Why I struggle with commercial hip hop choreography

Why I struggle with commercial hip hop choreography
Photo by Gift Habeshaw / Unsplash

Firstly, I want to state two things.

  1. I struggle picking up commercial choreography. Put me in a class and I will try my best to pick up a 16-32 count combo, but when it comes to remembering and executing right after? Shoot. So, maybe part of my struggle is that I can't actually do it very well.
  2. Oddly, I don't struggle with all choreography. When they are more heavily rooted in a specific street dance style, e.g. it's just straight Popping choreo? Oh I do just fine.

A big reason why I started dancing seriously when I was younger was watching crews like Jabbawockeez and Quest Crew on America's Best Dance Crew, or watching various individual dancers on So You Think You Can Dance. And looking back on it, the most memorable parts of the performances I remember were always the highlighted regional styles--the Popping, the Breaking, the Footwork. I remember scenes where they showed different members struggling to pick up the industry-taught choreography, some of whom had to go home because of said struggles.

I remember on my dance team in college, there was a division between the Choreo and Freestyle teams, and I always felt there was something off about the choreography we learned and executed. I couldn't really figure it out till I grew older and experienced the different ways that choreography could look--learning Popping or Chicago Footwork routines at practices, seeing the intricacy of the strutting groups of the 70s and 80s like Demons of the Mind, or even watching new jack swing-era music videos. And the conclusion I came to was that the choreography I was learning in the 2010s (and even what I still see now) seemed largely divorced from the music.
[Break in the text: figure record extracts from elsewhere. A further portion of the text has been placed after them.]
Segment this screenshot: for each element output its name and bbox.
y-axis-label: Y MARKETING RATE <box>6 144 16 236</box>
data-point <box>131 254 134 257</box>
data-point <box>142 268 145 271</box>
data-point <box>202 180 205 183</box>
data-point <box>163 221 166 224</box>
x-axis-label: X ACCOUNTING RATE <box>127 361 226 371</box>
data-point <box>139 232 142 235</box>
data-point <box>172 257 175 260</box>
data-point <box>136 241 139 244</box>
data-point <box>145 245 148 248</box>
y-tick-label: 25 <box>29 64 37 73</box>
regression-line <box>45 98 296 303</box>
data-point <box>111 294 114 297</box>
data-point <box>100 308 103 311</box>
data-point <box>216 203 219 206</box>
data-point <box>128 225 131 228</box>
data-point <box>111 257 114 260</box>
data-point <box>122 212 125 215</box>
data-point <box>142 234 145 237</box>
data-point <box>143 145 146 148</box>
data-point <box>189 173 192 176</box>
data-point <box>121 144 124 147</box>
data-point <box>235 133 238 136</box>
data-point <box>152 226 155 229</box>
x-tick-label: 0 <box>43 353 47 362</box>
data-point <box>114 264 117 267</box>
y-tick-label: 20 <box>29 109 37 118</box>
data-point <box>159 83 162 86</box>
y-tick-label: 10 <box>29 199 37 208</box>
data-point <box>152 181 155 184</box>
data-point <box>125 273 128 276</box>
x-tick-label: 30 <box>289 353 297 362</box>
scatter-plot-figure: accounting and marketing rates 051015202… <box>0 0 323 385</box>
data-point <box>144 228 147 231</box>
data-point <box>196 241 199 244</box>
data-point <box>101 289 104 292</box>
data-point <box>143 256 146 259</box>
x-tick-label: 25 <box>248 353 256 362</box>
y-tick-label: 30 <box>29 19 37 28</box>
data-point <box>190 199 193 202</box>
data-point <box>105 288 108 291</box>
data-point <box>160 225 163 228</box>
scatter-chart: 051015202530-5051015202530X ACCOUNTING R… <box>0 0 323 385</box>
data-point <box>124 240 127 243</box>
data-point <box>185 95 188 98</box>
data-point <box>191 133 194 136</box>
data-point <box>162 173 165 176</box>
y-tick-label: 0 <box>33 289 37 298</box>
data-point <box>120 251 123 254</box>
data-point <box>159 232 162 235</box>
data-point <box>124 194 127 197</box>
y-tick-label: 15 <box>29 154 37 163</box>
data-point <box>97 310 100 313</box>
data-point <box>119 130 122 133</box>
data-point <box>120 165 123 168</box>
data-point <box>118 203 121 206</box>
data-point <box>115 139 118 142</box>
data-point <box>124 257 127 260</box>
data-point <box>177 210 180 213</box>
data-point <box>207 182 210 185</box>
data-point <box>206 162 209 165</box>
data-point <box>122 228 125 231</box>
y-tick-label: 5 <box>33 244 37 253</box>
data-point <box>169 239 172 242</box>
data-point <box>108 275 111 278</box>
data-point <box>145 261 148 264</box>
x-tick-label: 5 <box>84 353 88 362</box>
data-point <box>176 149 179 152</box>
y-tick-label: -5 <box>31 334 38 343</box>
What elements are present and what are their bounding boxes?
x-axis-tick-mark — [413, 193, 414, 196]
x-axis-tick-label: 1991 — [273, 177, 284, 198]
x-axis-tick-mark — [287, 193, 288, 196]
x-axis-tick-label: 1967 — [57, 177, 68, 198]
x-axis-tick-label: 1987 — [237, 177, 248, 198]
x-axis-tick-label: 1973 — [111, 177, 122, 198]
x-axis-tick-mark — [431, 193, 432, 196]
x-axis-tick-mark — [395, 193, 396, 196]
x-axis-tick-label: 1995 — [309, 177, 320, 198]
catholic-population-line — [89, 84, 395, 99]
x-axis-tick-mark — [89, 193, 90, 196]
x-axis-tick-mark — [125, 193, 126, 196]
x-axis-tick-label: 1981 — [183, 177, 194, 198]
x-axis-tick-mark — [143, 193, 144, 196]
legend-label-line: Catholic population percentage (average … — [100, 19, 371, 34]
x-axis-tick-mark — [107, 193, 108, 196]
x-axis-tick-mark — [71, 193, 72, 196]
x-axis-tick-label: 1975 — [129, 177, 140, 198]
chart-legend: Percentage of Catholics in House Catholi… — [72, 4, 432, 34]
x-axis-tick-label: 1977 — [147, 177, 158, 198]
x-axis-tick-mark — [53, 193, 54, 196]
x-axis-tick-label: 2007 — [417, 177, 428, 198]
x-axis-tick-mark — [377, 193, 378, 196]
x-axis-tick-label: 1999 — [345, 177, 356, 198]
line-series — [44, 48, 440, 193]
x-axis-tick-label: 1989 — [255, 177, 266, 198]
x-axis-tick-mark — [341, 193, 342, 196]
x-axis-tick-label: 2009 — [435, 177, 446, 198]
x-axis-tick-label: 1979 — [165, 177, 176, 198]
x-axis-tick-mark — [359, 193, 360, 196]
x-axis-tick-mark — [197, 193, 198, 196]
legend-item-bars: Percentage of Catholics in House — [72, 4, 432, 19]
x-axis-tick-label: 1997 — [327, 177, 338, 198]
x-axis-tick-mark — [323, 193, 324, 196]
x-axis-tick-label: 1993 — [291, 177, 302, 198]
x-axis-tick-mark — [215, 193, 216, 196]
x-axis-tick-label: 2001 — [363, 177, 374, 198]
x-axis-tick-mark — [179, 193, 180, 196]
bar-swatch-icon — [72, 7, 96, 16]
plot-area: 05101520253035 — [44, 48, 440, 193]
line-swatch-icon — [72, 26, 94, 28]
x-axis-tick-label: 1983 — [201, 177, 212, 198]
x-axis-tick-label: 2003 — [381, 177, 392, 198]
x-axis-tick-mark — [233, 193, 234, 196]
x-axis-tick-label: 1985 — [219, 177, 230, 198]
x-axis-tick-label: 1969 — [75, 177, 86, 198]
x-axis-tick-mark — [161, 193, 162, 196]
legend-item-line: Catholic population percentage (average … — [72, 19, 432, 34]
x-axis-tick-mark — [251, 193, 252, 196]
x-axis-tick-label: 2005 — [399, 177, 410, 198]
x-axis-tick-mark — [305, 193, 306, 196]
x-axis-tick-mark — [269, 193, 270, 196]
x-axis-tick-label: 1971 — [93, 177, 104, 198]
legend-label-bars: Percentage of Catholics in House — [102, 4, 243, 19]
What I noticed over time was the choreography I would see in music videos, on tv, in shows, etc. became more about the technical execution of movements, so much so that I would consider it an abstraction.

There was a saying that became popularized as social media burgeoned and people would comment under dance videos: "HE HIT EVERY BEAT!" And generally what this meant was that the dancer displayed a level of musicality such that the average viewer noticed elements of the music that they likely would not have ordinarily. And I think what contemporary (in time, not in terms of the style of dance) commercial hip hop choreography does is it takes this conception of musicality and highlighting accents of the music, and it pushes it to its limits, such that the movements become decontextualized from the music. As such, they are impressive to witness--be it due to their difficulty in execution, their athleticism, or the like--however, it doesn't feel like dancing. It lacks groove, and in my experience, groove is what pulls people in. After all, all of the party dances people know and love--your Cabbage Patches, your Reeboks, your Nae Naes, and so forth? All grooves.

All grooves!

Better said, commercial choreography feels like when you put a bunch of different grooves together into one combination, and you don't take care to make sure that these grooves actually make sense together. And so, when you watch it, you recognize the different movements but they don't feel unified. An amalgamation but not a fusion. And as such I think that's why I struggle with it. It doesn't feel intuitive to me. Older choreographies kept enough of that groove, or they based the choreo on a specific groove, so it felt attainable and understandable. And maybe that's why I do fine with style-specific choreographies like I mentioned above. Because there's a clear groove or set of grooves running through that all work together in tandem. Or maybe it's that the choreography is simpler with older work, so I "get it" faster and more immediately.

I'd liken it to a voice actor who has to adopt a New York accent. They can choose from several of the boroughs, they can choose based on demographics--Italian NYers, Black guys from Harlem--they can choose based on time period, and all of it still makes sense in a "New York" framework. I think commercial choreography is like trying to pick up the accent of someone who is a world traveler, who's lived in all these different places for various periods of time, and they have all of these little intricacies that make sense to them. They use a combination of now-outdated slang in a language they learned when they were young, and they sound conspicuously young in a language they learned relatively recently. And all of this complexity and nuance works for them! But now you have to take what works for them and make it work for a lot of other people, and I feel like what I witness today is the cracks in that process. And those cracks make the whole shebang not particularly enjoyable for me.

Maybe I'm also just old on the inside. Ha!